Rating: Summary: A thought provoking idea, but . . . Review: The whole concept of being able to look across space or back into time is almost mindboggling. What do you look at first?! The book is a good read, just because of the underlying concept. However, the concept is like a "Pandora's box," once opened so many things come flying out it is hard to address any of the implications in detail, and the authors don't. The characters are flat, and many intriguing ideas are tossed to the reader but then never fully developed. The ending is very sudden and seems out of step with the rest of the book. I had the strange feeling that the authors grew weary of the book, didn't know exactly where it was going and just ended it.

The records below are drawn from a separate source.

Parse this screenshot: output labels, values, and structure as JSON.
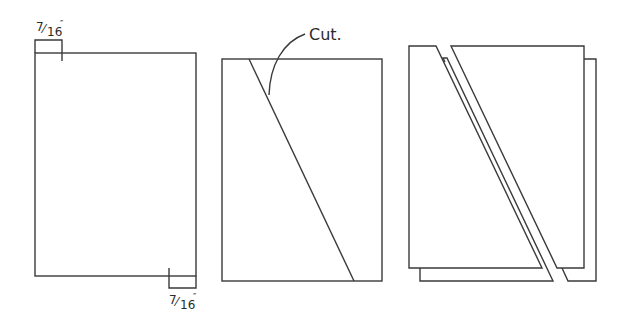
{
  "diagram": {
    "panels": [
      {
        "id": "panel-1",
        "description": "Rectangle with 7/16 inch offsets marked on top-left and bottom-right",
        "dimension_labels": [
          {
            "position": "top-left",
            "numerator": "7",
            "denominator": "16",
            "unit": "″",
            "text": "7/16″"
          },
          {
            "position": "bottom-right",
            "numerator": "7",
            "denominator": "16",
            "unit": "″",
            "text": "7/16″"
          }
        ]
      },
      {
        "id": "panel-2",
        "description": "Rectangle with diagonal cut line from top-left offset to bottom-right offset",
        "callout": {
          "text": "Cut."
        }
      },
      {
        "id": "panel-3",
        "description": "Two stacked sheets cut along diagonal, pieces separated"
      }
    ],
    "colors": {
      "line": "#3a3a3a",
      "background": "#ffffff"
    }
  }
}
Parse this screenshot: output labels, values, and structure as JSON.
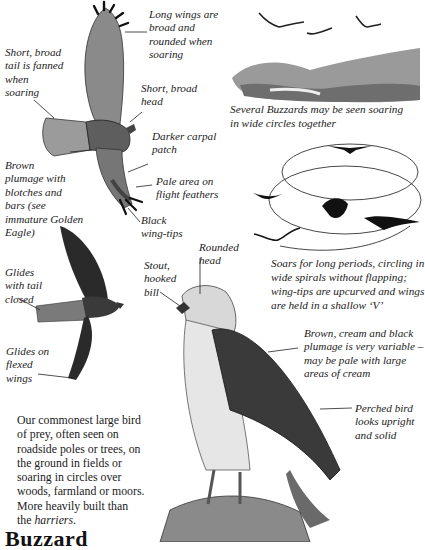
{
  "page": {
    "title": "Buzzard",
    "description_before_em": "Our commonest large bird\nof prey, often seen on\nroadside poles or trees, on\nthe ground in fields or\nsoaring in circles over\nwoods, farmland or moors.\nMore heavily built than\nthe ",
    "description_em": "harriers",
    "description_after_em": "."
  },
  "soaring_bird_labels": {
    "long_wings": "Long wings are\nbroad and\nrounded when\nsoaring",
    "tail": "Short, broad\ntail is fanned\nwhen\nsoaring",
    "head": "Short, broad\nhead",
    "carpal": "Darker carpal\npatch",
    "plumage": "Brown\nplumage with\nblotches and\nbars (see\nimmature Golden\nEagle)",
    "pale_area": "Pale area on\nflight feathers",
    "wing_tips": "Black\nwing-tips"
  },
  "gliding_bird_labels": {
    "tail_closed": "Glides\nwith tail\nclosed",
    "flexed_wings": "Glides on\nflexed\nwings"
  },
  "perched_bird_labels": {
    "head": "Rounded\nhead",
    "bill": "Stout,\nhooked\nbill",
    "plumage": "Brown, cream and black\nplumage is very variable –\nmay be pale with large\nareas of cream",
    "posture": "Perched bird\nlooks upright\nand solid"
  },
  "captions": {
    "landscape": "Several Buzzards may be seen soaring\nin wide circles together",
    "spirals": "Soars for long periods, circling in\nwide spirals without flapping;\nwing-tips are upcurved and wings\nare held in a shallow ‘V’"
  },
  "colors": {
    "ink": "#1d1d1d",
    "paper": "#ffffff",
    "shade": "#6a6a6a"
  }
}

Rating: Summary: Who is watching me write this...and why? Review: I think the best science fiction compels you to contemplate the possibilities. With THE LIGHT OF OTHER DAYS, Arthur C. Clarke and Stephen Baxter have written a book that is terrifying. My humanities-based education does not offer the expertise to determine if the 'hard sci-fi' component of the book is adequate or accurate enough for those who focus on that aspect of the genre. My primary concern is not to have my luggage suspended in the time/space continuum. OTHER DAYS is speculative social commentary in the most classical sense, set not too far in the future. It poses the question of the exigencies relating to the elimination of all privacy, where the only security from your peers' inquisitiveness is non-verbalization of one's thoughts and considerations. It looks at a world where the very basis of everything we believe about religion, morality, government, politics and any other aspect of man's existence past or present, is open to intensive scrutiny, by anyone with the initiative to look. A society where trust is no longer an issue, it is an irrelevancy because truth is the only realistic alternative. Neither the premise nor the story are flawless. The characters are not well developed; the vision is that of Clarke and Baxter and represents but one possibility. Devout Christians may be troubled by some sections. Yet, for me this is a tale of the human spirit, a story that must be considered in the context of existent technological advances that inexorably adjust our values.
Rating: Summary: Light of Other Days Review: A bit shady on the physics. For example, if energy (in the form of light) can only travel in one direction, from the past to the present, as this book asserts, then what happens to that energy and what replaces it in the past and how does this effect the universal equilibrium equation that states that energy and matter cannot be created or destroyed. I would have liked to have seen questions like this answered in this book or at least addressed. Other than that, a good read.